Moroccan Henna is a plant that can reach up to one meter in height. The leaves are producing dyeing yellow or red. The henna is often used for body painting. There are several types of henna plants depending on country of origin and cultures such Iran, western India, China, North Africa and the West that use henna for tattoos.
Moroccan Henna is a plant that can reach up to one meter in height. The leaves are producing dyeing yellow or red. The henna is often used for body painting. There are several types of henna plants depending on country of origin and cultures such Iran, western India, China, North Africa and the West that use henna for tattoos. 
Tattooed on the skin the same shade of color may varys from person to person depending on the color and acidity of each skin. And also depending on the type of henna used and the duration of time it remains on the skin.
The name “Paradise plant” was attributed to it for its green color and its benefits since ancient times. Henna is a vector of many symbols, which carry a message as a protector against the evils of black magic and against evil eyes and minds.
Henna is a major component in rituals that punctuate the lives of Moroccans. Although it is mostly used by women, a male child would dip his hands at a crucial stage of his life knowing the time of circumcision.

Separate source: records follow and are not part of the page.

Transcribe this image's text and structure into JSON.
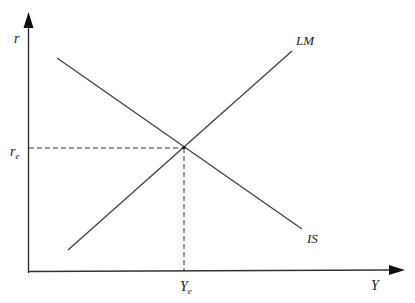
{
  "diagram": {
    "colors": {
      "axis": "#333333",
      "curve": "#404040",
      "dashed": "#333333",
      "text": "#1a1a1a"
    },
    "axes": {
      "y_label": "r",
      "x_label": "Y"
    },
    "curves": [
      {
        "name": "LM",
        "label": "LM",
        "from": [
          68,
          250
        ],
        "to": [
          292,
          51
        ],
        "slope": "upward"
      },
      {
        "name": "IS",
        "label": "IS",
        "from": [
          57,
          58
        ],
        "to": [
          302,
          229
        ],
        "slope": "downward"
      }
    ],
    "equilibrium": {
      "point": [
        184,
        147
      ],
      "r_label_base": "r",
      "r_label_sub": "e",
      "y_label_base": "Y",
      "y_label_sub": "e"
    }
  }
}
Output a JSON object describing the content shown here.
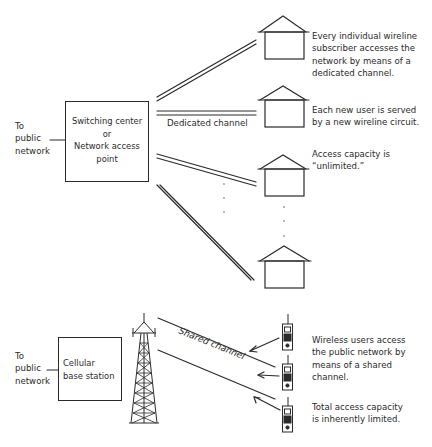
{
  "wireline": {
    "to_public_network": [
      "To",
      "public",
      "network"
    ],
    "switching_center": [
      "Switching center",
      "or",
      "Network access",
      "point"
    ],
    "dedicated_channel_label": "Dedicated channel",
    "notes": [
      [
        "Every individual wireline",
        "subscriber accesses the",
        "network by means of a",
        "dedicated channel."
      ],
      [
        "Each new user is served",
        "by a new wireline circuit."
      ],
      [
        "Access capacity is",
        "“unlimited.”"
      ]
    ],
    "house_count": 4
  },
  "wireless": {
    "to_public_network": [
      "To",
      "public",
      "network"
    ],
    "base_station": [
      "Cellular",
      "base station"
    ],
    "shared_channel_label": "Shared channel",
    "notes": [
      [
        "Wireless users access",
        "the public network by",
        "means of a shared",
        "channel."
      ],
      [
        "Total access capacity",
        "is inherently limited."
      ]
    ],
    "phone_count": 3
  },
  "colors": {
    "ink": "#2a2a2a",
    "background": "#ffffff",
    "dots": "#9a9a9a"
  }
}
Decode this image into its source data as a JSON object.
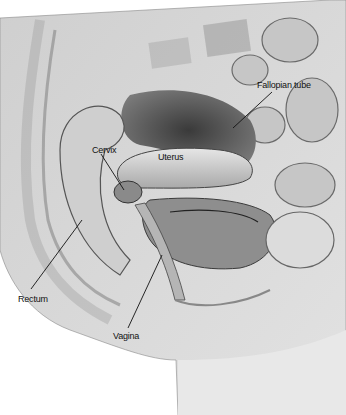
{
  "diagram": {
    "labels": [
      {
        "id": "fallopian",
        "text": "Fallopian tube",
        "x": 257,
        "y": 84
      },
      {
        "id": "cervix",
        "text": "Cervix",
        "x": 94,
        "y": 150
      },
      {
        "id": "uterus",
        "text": "Uterus",
        "x": 158,
        "y": 157
      },
      {
        "id": "rectum",
        "text": "Rectum",
        "x": 16,
        "y": 295
      },
      {
        "id": "vagina",
        "text": "Vagina",
        "x": 115,
        "y": 334
      }
    ],
    "colors": {
      "background": "#ffffff",
      "tissue_light": "#d8d8d8",
      "tissue_mid": "#a8a8a8",
      "tissue_dark": "#505050",
      "outline": "#444444"
    }
  }
}
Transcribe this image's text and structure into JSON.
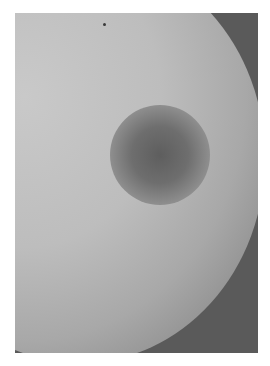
{
  "image": {
    "description": "Grayscale clinical photograph of a skin surface with a darker circular region",
    "colors": {
      "background": "#ffffff",
      "shadow": "#5a5a5a",
      "surface_light": "#c9c9c9",
      "lesion_dark": "#5e5e5e"
    }
  }
}
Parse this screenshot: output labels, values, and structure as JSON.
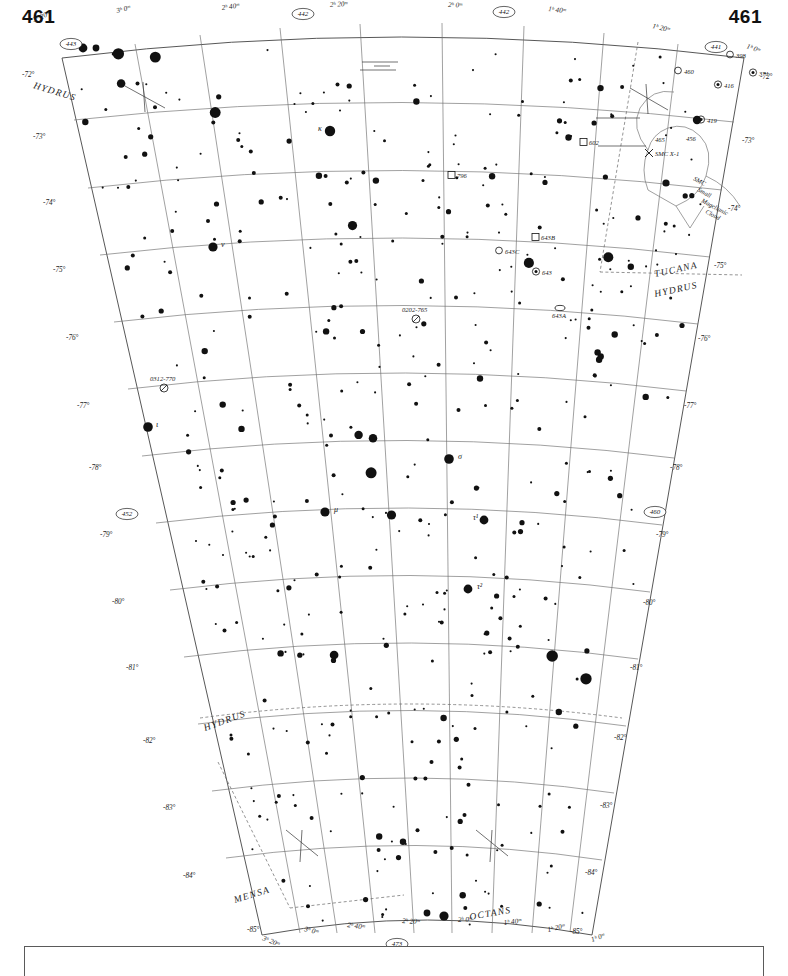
{
  "chart": {
    "type": "star-atlas-chart",
    "number_left": "461",
    "number_right": "461",
    "projection": "conic",
    "ra_range": [
      "1h0m",
      "3h20m"
    ],
    "dec_range": [
      "-72",
      "-85"
    ]
  },
  "adjacent_chart_numbers": {
    "top_left": "443",
    "top_mid_left": "442",
    "top_mid_right": "442",
    "top_right": "441",
    "left": "452",
    "right": "460",
    "bottom": "473"
  },
  "ra_labels_top": [
    {
      "text": "3ʰ 20ᵐ",
      "x": 34,
      "y": 22,
      "rot": -22
    },
    {
      "text": "3ʰ 0ᵐ",
      "x": 117,
      "y": 13,
      "rot": -14
    },
    {
      "text": "2ʰ 40ᵐ",
      "x": 222,
      "y": 10,
      "rot": -8
    },
    {
      "text": "2ʰ 20ᵐ",
      "x": 330,
      "y": 7,
      "rot": -3
    },
    {
      "text": "2ʰ 0ᵐ",
      "x": 448,
      "y": 7,
      "rot": 2
    },
    {
      "text": "1ʰ 40ᵐ",
      "x": 548,
      "y": 11,
      "rot": 7
    },
    {
      "text": "1ʰ 20ᵐ",
      "x": 652,
      "y": 28,
      "rot": 13
    },
    {
      "text": "1ʰ 0ᵐ",
      "x": 746,
      "y": 48,
      "rot": 20
    }
  ],
  "ra_labels_bottom": [
    {
      "text": "3ʰ 20ᵐ",
      "x": 262,
      "y": 940,
      "rot": 22
    },
    {
      "text": "3ʰ 0ᵐ",
      "x": 304,
      "y": 931,
      "rot": 14
    },
    {
      "text": "2ʰ 40ᵐ",
      "x": 347,
      "y": 927,
      "rot": 8
    },
    {
      "text": "2ʰ 20ᵐ",
      "x": 402,
      "y": 923,
      "rot": 3
    },
    {
      "text": "2ʰ 0ᵐ",
      "x": 458,
      "y": 922,
      "rot": -2
    },
    {
      "text": "1ʰ 40ᵐ",
      "x": 504,
      "y": 925,
      "rot": -7
    },
    {
      "text": "1ʰ 20ᵐ",
      "x": 548,
      "y": 932,
      "rot": -13
    },
    {
      "text": "1ʰ 0ᵐ",
      "x": 592,
      "y": 942,
      "rot": -20
    }
  ],
  "dec_labels_left": [
    {
      "text": "-72°",
      "x": 22,
      "y": 77
    },
    {
      "text": "-73°",
      "x": 33,
      "y": 139
    },
    {
      "text": "-74°",
      "x": 43,
      "y": 205
    },
    {
      "text": "-75°",
      "x": 53,
      "y": 272
    },
    {
      "text": "-76°",
      "x": 66,
      "y": 340
    },
    {
      "text": "-77°",
      "x": 77,
      "y": 408
    },
    {
      "text": "-78°",
      "x": 89,
      "y": 470
    },
    {
      "text": "-79°",
      "x": 100,
      "y": 537
    },
    {
      "text": "-80°",
      "x": 112,
      "y": 604
    },
    {
      "text": "-81°",
      "x": 126,
      "y": 670
    },
    {
      "text": "-82°",
      "x": 143,
      "y": 743
    },
    {
      "text": "-83°",
      "x": 163,
      "y": 810
    },
    {
      "text": "-84°",
      "x": 183,
      "y": 878
    },
    {
      "text": "-85°",
      "x": 247,
      "y": 932
    }
  ],
  "dec_labels_right": [
    {
      "text": "-72°",
      "x": 760,
      "y": 79
    },
    {
      "text": "-73°",
      "x": 742,
      "y": 143
    },
    {
      "text": "-74°",
      "x": 728,
      "y": 211
    },
    {
      "text": "-75°",
      "x": 714,
      "y": 268
    },
    {
      "text": "-76°",
      "x": 698,
      "y": 341
    },
    {
      "text": "-77°",
      "x": 684,
      "y": 408
    },
    {
      "text": "-78°",
      "x": 670,
      "y": 470
    },
    {
      "text": "-79°",
      "x": 656,
      "y": 537
    },
    {
      "text": "-80°",
      "x": 643,
      "y": 605
    },
    {
      "text": "-81°",
      "x": 630,
      "y": 670
    },
    {
      "text": "-82°",
      "x": 614,
      "y": 740
    },
    {
      "text": "-83°",
      "x": 600,
      "y": 808
    },
    {
      "text": "-84°",
      "x": 585,
      "y": 875
    },
    {
      "text": "-85°",
      "x": 570,
      "y": 934
    }
  ],
  "constellations": [
    {
      "name": "HYDRUS",
      "x": 33,
      "y": 88,
      "rot": 17
    },
    {
      "name": "TUCANA",
      "x": 655,
      "y": 277,
      "rot": -12
    },
    {
      "name": "HYDRUS",
      "x": 655,
      "y": 297,
      "rot": -12
    },
    {
      "name": "HYDRUS",
      "x": 205,
      "y": 731,
      "rot": -20
    },
    {
      "name": "MENSA",
      "x": 235,
      "y": 903,
      "rot": -17
    },
    {
      "name": "OCTANS",
      "x": 470,
      "y": 920,
      "rot": -10
    }
  ],
  "smc_label": {
    "line1": "SMC",
    "line2": "Small",
    "line3": "Magellanic",
    "line4": "Cloud",
    "x": 693,
    "y": 180
  },
  "deep_sky_objects": [
    {
      "label": "460",
      "x": 684,
      "y": 72,
      "kind": "circle"
    },
    {
      "label": "398",
      "x": 736,
      "y": 56,
      "kind": "circle-open"
    },
    {
      "label": "371",
      "x": 759,
      "y": 74,
      "kind": "circle-dot"
    },
    {
      "label": "416",
      "x": 724,
      "y": 86,
      "kind": "circle-dot"
    },
    {
      "label": "419",
      "x": 707,
      "y": 121,
      "kind": "circle-dot"
    },
    {
      "label": "465",
      "x": 655,
      "y": 140,
      "kind": "text"
    },
    {
      "label": "456",
      "x": 686,
      "y": 139,
      "kind": "text"
    },
    {
      "label": "SMC X-1",
      "x": 655,
      "y": 154,
      "kind": "xray"
    },
    {
      "label": "602",
      "x": 589,
      "y": 143,
      "kind": "square"
    },
    {
      "label": "796",
      "x": 457,
      "y": 176,
      "kind": "square"
    },
    {
      "label": "643B",
      "x": 541,
      "y": 238,
      "kind": "square"
    },
    {
      "label": "643C",
      "x": 505,
      "y": 252,
      "kind": "circle"
    },
    {
      "label": "643",
      "x": 542,
      "y": 273,
      "kind": "circle-dot"
    },
    {
      "label": "643A",
      "x": 552,
      "y": 316,
      "kind": "ellipse"
    },
    {
      "label": "0202-765",
      "x": 402,
      "y": 310,
      "kind": "quasar"
    },
    {
      "label": "0312-770",
      "x": 150,
      "y": 379,
      "kind": "quasar"
    }
  ],
  "greek_stars": [
    {
      "label": "κ",
      "x": 318,
      "y": 131
    },
    {
      "label": "ν",
      "x": 221,
      "y": 247
    },
    {
      "label": "ι",
      "x": 156,
      "y": 427
    },
    {
      "label": "σ",
      "x": 458,
      "y": 459
    },
    {
      "label": "μ",
      "x": 334,
      "y": 512
    },
    {
      "label": "τ¹",
      "x": 473,
      "y": 520
    },
    {
      "label": "τ²",
      "x": 477,
      "y": 589
    }
  ],
  "legend": {
    "present": true
  }
}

However, it is only a single staining, unlike the girl who will bend to the ceremony during different stages of her life as a woman.
However, henna’s use is most important at the celebration of marriage as a ritual. Henna has the inherent character of legends, mysticism and beliefs that have accompanied it over the centuries and made it magical in the eyes of Moroccans.
Moroccan Henna is also an instrument of seduction and an essential element of the dress of the bride. And in the Moroccan countryside, it is always the tendency to tattoo artistically before the wedding which is called N’kich especially in urban environments.
An entire evening is reserved for the installation drawings. Hands and feet of the bride thus become not only a plastic space but a fertile field for exploration, an ethnological richness of signs and shapes.
Moroccan Henna tattoo is also present in other key stages of women's lives: that of procreation and the end of mourning for four months and ten days following the death of her husband.